Question
What is decision fatigue routine?
Quick Answer
Consistent daily routines reduce decision overhead and create reliable output.
Decision fatigue routine is a concept in personal epistemology: Consistent daily routines reduce decision overhead and create reliable output.
Example: You decide to start writing every morning. On Monday you sit down at 7:15 AM, open your laptop, and spend fourteen minutes choosing which project to work on, six minutes adjusting your desk setup, nine minutes debating whether to make coffee first or start drafting, and then eleven minutes scrolling through yesterday's notes trying to recall where you left off. By the time you write your first sentence, it is 7:55. You produce four hundred words before your 8:30 meeting. On Tuesday you try again, but you start at 7:40 because you slept poorly. The same sequence of micro-decisions replays — which project, which setup, coffee or no coffee, where was I — and you produce one hundred and seventy words before the meeting. By Thursday you have given up.
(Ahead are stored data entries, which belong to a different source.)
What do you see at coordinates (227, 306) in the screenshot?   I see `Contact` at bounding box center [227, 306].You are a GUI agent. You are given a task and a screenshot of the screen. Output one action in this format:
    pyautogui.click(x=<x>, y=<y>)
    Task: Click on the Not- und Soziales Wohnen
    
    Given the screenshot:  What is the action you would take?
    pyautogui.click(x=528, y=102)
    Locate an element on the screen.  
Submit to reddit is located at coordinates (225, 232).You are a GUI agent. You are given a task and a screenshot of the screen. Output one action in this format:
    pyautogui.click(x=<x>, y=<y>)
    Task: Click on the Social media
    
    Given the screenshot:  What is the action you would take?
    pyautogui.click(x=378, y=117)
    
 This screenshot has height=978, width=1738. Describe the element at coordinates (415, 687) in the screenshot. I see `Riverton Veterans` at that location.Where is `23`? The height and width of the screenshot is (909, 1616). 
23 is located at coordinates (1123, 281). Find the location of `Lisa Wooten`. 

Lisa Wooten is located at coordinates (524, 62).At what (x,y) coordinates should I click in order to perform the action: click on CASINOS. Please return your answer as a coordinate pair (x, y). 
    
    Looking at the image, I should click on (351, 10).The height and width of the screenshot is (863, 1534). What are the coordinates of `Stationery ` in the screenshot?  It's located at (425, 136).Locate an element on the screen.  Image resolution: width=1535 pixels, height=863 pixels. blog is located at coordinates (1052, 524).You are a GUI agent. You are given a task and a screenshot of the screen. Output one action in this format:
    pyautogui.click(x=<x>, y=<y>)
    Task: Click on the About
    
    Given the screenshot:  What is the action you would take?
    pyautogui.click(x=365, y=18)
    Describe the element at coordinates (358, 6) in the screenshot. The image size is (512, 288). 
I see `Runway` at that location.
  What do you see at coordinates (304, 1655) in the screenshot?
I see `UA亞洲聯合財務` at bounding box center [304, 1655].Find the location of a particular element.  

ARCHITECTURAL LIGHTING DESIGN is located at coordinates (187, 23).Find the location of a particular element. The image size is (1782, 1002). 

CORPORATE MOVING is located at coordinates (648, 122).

The friction was too high. Now imagine a different version. You design a routine: 7:00, desk, coffee already prepared by timer the night before, same project until it ships, open the document to the sentence you highlighted before closing it yesterday. On Monday you write your first word at 7:04. On Tuesday, 7:03. On Wednesday, 7:02. The decisions that consumed forty minutes on the first Monday have been eliminated. They were made once, encoded as a routine, and now they execute automatically. By the end of the first week you have produced three thousand words. By the end of the month, twelve thousand. The routine did not make you more talented. It made your talent available by removing the overhead that stood between intention and action.
This concept is part of Phase 42 (Time Systems) in the How to Think curriculum, which builds the epistemic infrastructure for time systems.